Monday, 22 March 2010

Johnston: How do we win back our freedom?

I still don't have the answer, and neither, as far as I can tell, does Philip Johnston, but his recent article for the Telegraph is worth reading.

When I was growing up, there were two common phrases that you hardly ever hear today. One was: "It's a free country." The other was: "There should be a law against it." They tended to be uttered by people older than my parents who had been born not long after the First World War and may well have fought in the Second.

These phrases captured the essence of Britishness and why those wars were fought. We were, or imagined ourselves to be, "a free country" in a way that most European countries were not and had never been. That notion of being free defined us. We were not people subject to arbitrary state power and we both knew it and could say it. Perhaps this first phrase was used ironically at times; but when I heard it as a young boy it had a sense of certainty and permanence about it. What are we? A free country.

...

However, neither of these phrases applies today. We are no longer a free country, not in the way previous generations would have understood the phrase; and as for the demand for laws, there almost certainly already is a law against it.
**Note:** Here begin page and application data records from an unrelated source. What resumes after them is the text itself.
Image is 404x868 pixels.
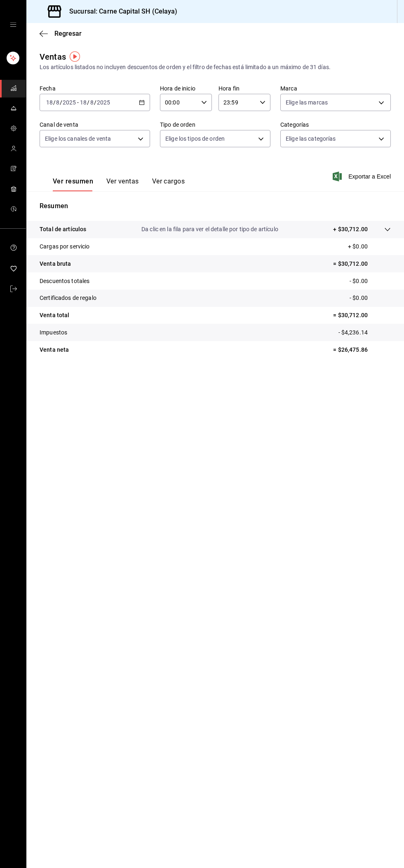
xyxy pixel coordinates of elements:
font: Canal de venta [40,121,79,128]
font: / [60,100,62,106]
font: / [87,100,89,106]
font: Exportar a Excel [348,173,390,180]
font: Elige los tipos de orden [165,135,224,142]
input: -- [45,100,53,106]
font: - [77,100,79,106]
font: Venta total [40,312,69,319]
font: Categorías [280,121,308,128]
button: cajón abierto [10,21,16,28]
font: + $30,712.00 [333,226,368,232]
font: - $0.00 [349,294,368,301]
input: ---- [62,100,76,106]
font: / [53,100,56,106]
font: Certificados de regalo [40,294,96,301]
button: Exportar a Excel [334,171,390,181]
font: Tipo de orden [159,121,195,128]
font: Hora de inicio [159,85,195,91]
font: Los artículos listados no incluyen descuentos de orden y el filtro de fechas está limitado a un m... [40,64,330,70]
font: Marca [280,85,297,91]
input: ---- [96,100,110,106]
font: + $0.00 [347,243,368,250]
font: Elige las marcas [286,100,327,106]
font: Cargas por servicio [40,243,90,250]
input: -- [79,100,87,106]
div: pestañas de navegación [53,177,185,192]
font: / [94,100,96,106]
img: Marcador de información sobre herramientas [70,52,80,61]
font: = $30,712.00 [333,260,368,267]
font: Hora fin [219,85,240,91]
font: Sucursal: Carne Capital SH (Celaya) [69,7,177,15]
font: = $30,712.00 [333,312,368,319]
font: Ver ventas [106,177,138,185]
font: Fecha [40,85,56,91]
font: Total de artículos [40,226,86,232]
font: Venta neta [40,346,69,353]
font: Ver resumen [53,177,93,185]
font: Resumen [40,202,68,210]
font: = $26,475.86 [333,346,368,353]
font: Elige las categorías [286,135,336,142]
input: -- [56,100,60,106]
button: Regresar [40,30,82,37]
font: Impuestos [40,329,67,336]
font: Ver cargos [152,177,185,185]
input: -- [90,100,94,106]
font: Regresar [54,30,82,37]
font: Venta bruta [40,260,70,267]
font: Ventas [40,52,66,61]
font: Descuentos totales [40,277,89,285]
font: - $4,236.14 [338,329,368,336]
font: Da clic en la fila para ver el detalle por tipo de artículo [141,226,278,232]
font: - $0.00 [349,277,368,285]
font: Elige los canales de venta [45,135,111,142]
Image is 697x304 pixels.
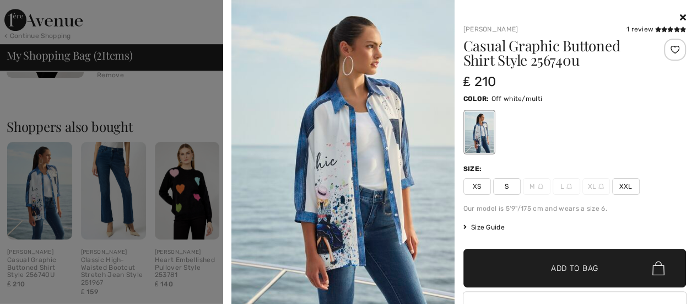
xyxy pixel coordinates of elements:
[463,25,518,33] a: [PERSON_NAME]
[523,178,550,194] span: M
[463,222,505,232] span: Size Guide
[23,8,52,18] span: 1 new
[626,24,686,34] div: 1 review
[463,95,489,102] span: Color:
[463,164,484,174] div: Size:
[538,183,543,189] img: ring-m.svg
[463,39,649,67] h1: Casual Graphic Buttoned Shirt Style 256740u
[491,95,543,102] span: Off white/multi
[463,203,686,213] div: Our model is 5'9"/175 cm and wears a size 6.
[463,248,686,287] button: Add to Bag
[463,178,491,194] span: XS
[551,262,598,274] span: Add to Bag
[652,261,664,275] img: Bag.svg
[493,178,521,194] span: S
[552,178,580,194] span: L
[612,178,640,194] span: XXL
[464,111,493,153] div: Off white/multi
[463,74,496,89] span: ₤ 210
[598,183,604,189] img: ring-m.svg
[566,183,572,189] img: ring-m.svg
[582,178,610,194] span: XL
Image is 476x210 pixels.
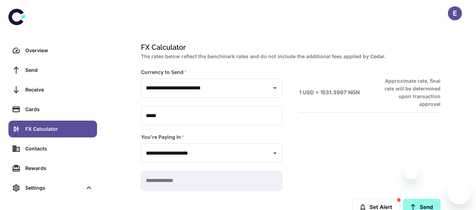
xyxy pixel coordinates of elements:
[25,165,93,172] div: Rewards
[448,6,462,20] button: E
[270,149,280,158] button: Open
[299,89,359,97] h6: 1 USD = 1531.3997 NGN
[404,165,418,180] iframe: Close message
[8,62,97,79] a: Send
[141,69,187,76] label: Currency to Send
[141,42,437,53] h1: FX Calculator
[25,86,93,94] div: Receive
[141,134,184,141] label: You're Paying In
[25,66,93,74] div: Send
[448,182,470,205] iframe: Button to launch messaging window
[377,77,440,108] h6: Approximate rate, final rate will be determined upon transaction approval
[25,145,93,153] div: Contacts
[8,42,97,59] a: Overview
[8,81,97,98] a: Receive
[25,106,93,113] div: Cards
[8,141,97,157] a: Contacts
[270,83,280,93] button: Open
[8,160,97,177] a: Rewards
[8,121,97,138] a: FX Calculator
[25,184,82,192] div: Settings
[8,180,97,197] div: Settings
[8,101,97,118] a: Cards
[25,47,93,54] div: Overview
[25,125,93,133] div: FX Calculator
The point is that the two go together. Liberty is freedom from the arbitrary exercise of the law, even if the people applying it believe they are doing it for your own good. There is nothing worse than a paternalistic government that believes it has the right to interfere in our personal lives and justifies doing so on altruistic grounds. At least with despotisms you know where you stand: despots are seeking to exercise power over the individual and have few philanthropic reasons for doing so. It is far easier to rail against them, if more dangerous.